Teacher quality and professional development
While many countries have shifted toward continuous teacher development models, Bangladesh still relies largely on short-term training programmes that fail to produce lasting change. Moreover, many teachers lack confidence in their own English-speaking and pronunciation skills, which limits their ability to conduct interactive lessons.
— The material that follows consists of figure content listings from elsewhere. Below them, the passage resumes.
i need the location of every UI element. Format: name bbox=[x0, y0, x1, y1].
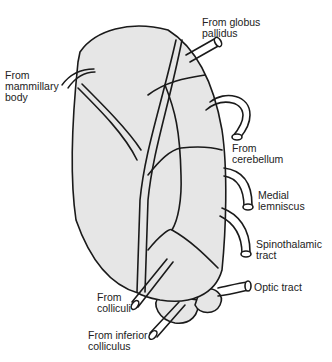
label-optic-tract: Optic tract bbox=[254, 282, 302, 293]
label-cerebellum: From cerebellum bbox=[232, 143, 283, 165]
label-medial-lemniscus: Medial lemniscus bbox=[258, 190, 305, 212]
label-globus-pallidus: From globus pallidus bbox=[202, 17, 260, 39]
thalamus-illustration bbox=[0, 0, 332, 362]
thalamus-body bbox=[72, 26, 225, 301]
label-colliculi: From colliculi bbox=[97, 292, 131, 314]
label-inferior-colliculus: From inferior colliculus bbox=[88, 330, 148, 352]
thalamus-diagram: From globus pallidus From mammillary bod… bbox=[0, 0, 332, 362]
label-spinothalamic-tract: Spinothalamic tract bbox=[256, 239, 322, 261]
label-mammillary-body: From mammillary body bbox=[5, 70, 59, 103]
Infrastructure gaps deepen the crisis
Most schools lack language labs, audio-visual tools, and digital resources necessary for modern language instruction. Urban institutions may have limited access, but rural schools are significantly disadvantaged, widening the educational divide. Without exposure to varied accents and real-life communication contexts, students struggle to develop practical language skills.
The way forward
Addressing this crisis requires more than isolated projects or curriculum revisions. What is needed is a comprehensive, evidence-based education reform initiative. Education experts have called for the formation of a national education reform commission comprising experienced local and international specialists. Such a body should conduct rigorous research to identify root causes, study successful global models, and propose targeted, actionable reforms.
Proposed strategic shifts
- Adopting Indigenous Research: Incorporating proven local methodologies like FM Method into the national curriculum. By utilising the ‘last word’ of the native language to determine English sentence structures, the system can move away from colonial-era rote memorisation toward a scientific, use-oriented framework that has been refined through forty years of local research.
- Competency-Based Learning: Moving away from grammar-heavy memorisation toward immersive, communicative practices.
- Continuous Teacher Development: Shifting from one-off workshops to sustained professional growth models used in the developed world.
- Infrastructure Investment: Equipping classrooms with audio-visual resources to bridge the gap between rural and urban competencies.
- Holistic Policy Alignment: Ensuring that the ‘ideal goals’ written in curriculum documents are actually reflected in classroom realities and assessment methods.
Professor Mohammed Feroz Mukul often raises a poignant question: “We rarely purchase a piece of clothing without several trials in a fitting room to ensure it suits us, yet we have integrated a massive, national education system without ever truly testing its compatibility with the Bengali mind.
The traditional English teaching system remains fundamentally impractical; it teaches the “know-how” of English—the abstract rules and definitions—but fails to deliver the language as a functional skill.”
Conclusion
The plan to send officials to Thailand is a symptom of a systemic ‘English weakness’ that begins in the first grade.
Until the national curriculum is overhauled to be functional and use-oriented, the state will continue to spend public funds on remedial international training for tasks that should have been second nature to its workforce. Without radical reform, English will remain an elite barrier rather than a tool for global competition.